Hana Gasic's paternal relatives

My father's family, the Montiljos. From left to right in the front row are: my grandmother Hana, one of her sons, Nisim (small child next to her), my grandfather Mose (with the fez on his head) and another one of their children, Jakov (on his lap). In the second row is Jozef, another one of their children, someone I don't know, then Rena, my uncle David Montiljo's wife. I don't know who the other people are but I guess they are also members of the Montiljo family. This family was known as Montiljo Hahasid. This extension to their name was a way of distinguishing them from other Montiljos in Sarajevo and noting their commmitment to Jewish life. I do not who determined which families would be given this distinction nor do I know if the women were also known by this name.

My grandfather was born in the 1870s, worked as a textile merchant in Sarajevo and died in 1941 before the outbreak of war.
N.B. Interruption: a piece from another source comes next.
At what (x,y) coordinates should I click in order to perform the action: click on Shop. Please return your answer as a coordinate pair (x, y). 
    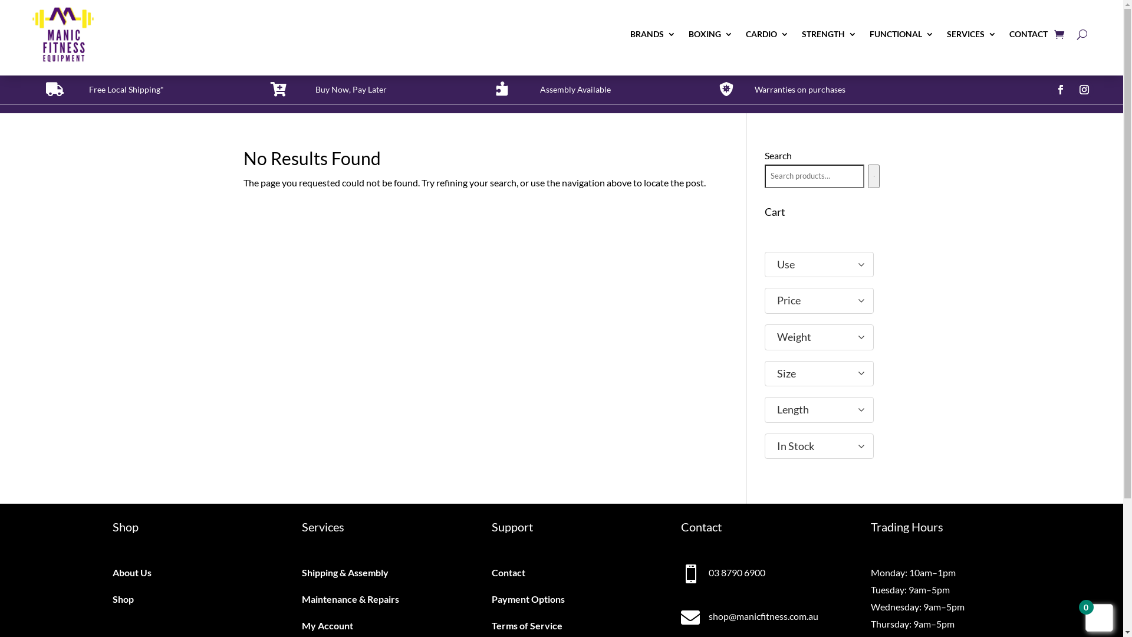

His wife, my Nona Hana, lived a much longer life. During the war she hid with her son, Jozef, in Sarajevo. After the war she decided to live the rest of her days in Israel, and once she left, she never returned to Yugoslavia. She imagined that this would not be a long time but she managed to live another twenty-three years, until 1970, when she died at the age of 96. She went to Israel with two of her three surviving children. Her sons, Jozef and Leon, my uncles, both survived and accompanied their mother to Israel. My father was the only one of the brothers to remain behind in Yugoslavia. Jozef was born in Sarajevo in 1896 and died in Israel in the 1970s. He married a woman named Safria and they had three children. She and the children were all was killed in the Jasenovac concentration camp in 1942 during the war. Afterwards Jozef remarried and had a son named Moric Montiljo. Rena was the wife of David Montiljo. She was born in 1895 and killed in Jasenovac in 1942. She had one son, named Moric Montiljo, who lives in Israel.